The Facebook Blog, December 5, 2007, http://blog.facebook.com/blog.php?post=7584397130(accessed July 19, 2008).

[19] John Kenneth Galbraith, The Affluent Society (Boston: Houghton Mifflin, 1958), as cited in William M. O’Barr,

“What Is Advertising?” Advertising & Society Review 6, no. 3 (2005): 11.

[20] John Watson quoted in Humphrey McQueen, The Essence of Capitalism (Montreal: Black Rose Books, 2003), 157.

[21] Association of National Advertisers, “The Role of Advertising in

America,”http://www.ana.net/advocacy2/content/advamerica (accessed February 4, 2009).

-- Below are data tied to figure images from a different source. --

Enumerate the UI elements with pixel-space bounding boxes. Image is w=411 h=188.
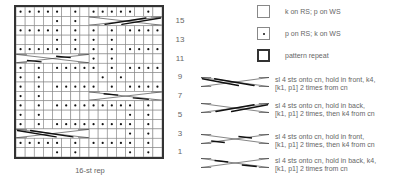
cable-front-full-text: sl 4 sts onto cn, hold in front, k4, [k1… xyxy=(275,76,375,92)
row-number: 1 xyxy=(174,147,186,156)
cable-back-split-icon xyxy=(200,157,270,169)
cable-front-full xyxy=(16,129,89,138)
cable-front-split-text: sl 4 sts onto cn, hold in front, [k1, p1… xyxy=(275,133,375,149)
repeat-box-icon xyxy=(257,49,270,62)
row-number: 9 xyxy=(174,72,186,81)
cable-back-split xyxy=(89,91,162,100)
cable-back-full xyxy=(89,16,162,25)
cable-back-full-icon xyxy=(200,102,270,114)
cable-text-line2: [k1, p1] 2 times, then k4 from cn xyxy=(275,141,375,149)
row-number: 15 xyxy=(174,16,186,25)
row-number: 3 xyxy=(174,129,186,138)
cable-text-line1: sl 4 sts onto cn, hold in front, k4, xyxy=(275,76,375,84)
legend-repeat: pattern repeat xyxy=(257,49,329,62)
cable-back-full-text: sl 4 sts onto cn, hold in back, [k1, p1]… xyxy=(275,102,375,118)
legend-knit-text: k on RS; p on WS xyxy=(285,8,341,16)
empty-square-icon xyxy=(257,5,270,18)
cable-front-split-icon xyxy=(200,133,270,145)
cable-text-line1: sl 4 sts onto cn, hold in back, k4, xyxy=(275,157,376,165)
cable-text-line2: [k1, p1] 2 times from cn xyxy=(275,84,375,92)
row-number: 7 xyxy=(174,91,186,100)
row-number: 5 xyxy=(174,110,186,119)
cable-back-split-text: sl 4 sts onto cn, hold in back, k4, [k1,… xyxy=(275,157,376,173)
dot-square-icon xyxy=(257,27,270,40)
cable-text-line1: sl 4 sts onto cn, hold in back, xyxy=(275,102,375,110)
chart-grid xyxy=(16,7,162,157)
row-number: 13 xyxy=(174,35,186,44)
stitch-chart xyxy=(14,5,164,159)
cable-text-line1: sl 4 sts onto cn, hold in front, xyxy=(275,133,375,141)
cable-text-line2: [k1, p1] 2 times from cn xyxy=(275,165,376,173)
legend-purl-text: p on RS; k on WS xyxy=(285,30,341,38)
legend-purl: p on RS; k on WS xyxy=(257,27,341,40)
cable-front-split xyxy=(16,54,89,63)
chart-caption: 16-st rep xyxy=(60,166,120,175)
cable-front-full-icon xyxy=(200,76,270,88)
legend-repeat-text: pattern repeat xyxy=(285,52,329,60)
legend-knit: k on RS; p on WS xyxy=(257,5,341,18)
cable-text-line2: [k1, p1] 2 times, then k4 from cn xyxy=(275,110,375,118)
row-number: 11 xyxy=(174,54,186,63)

[22] James Twitchell, Living It Up: Our Love Affair with Luxury (New York: Columbia University Press, 2002).

[23] James Twitchell, Living It Up: Our Love Affair with Luxury (New York: Columbia University Press, 2002).

[24] http://www.commercialfreechildhood.org (accessed July 19, 2008);http://www.adbusters.org (accessed July 19, 2008).

[25] Adbusters Media Foundation, “Adbusters,” June 27, 2002, http://www.adbusters.org(accessed July 19, 2008).

3.4 Advertising Regulation: Who Looks Out for Us?

LEARNING OBJECTIVE

After studying this section, students should be able to do the following:

1. List the primary government and industry regulatory agencies that control advertising and the advertising industry.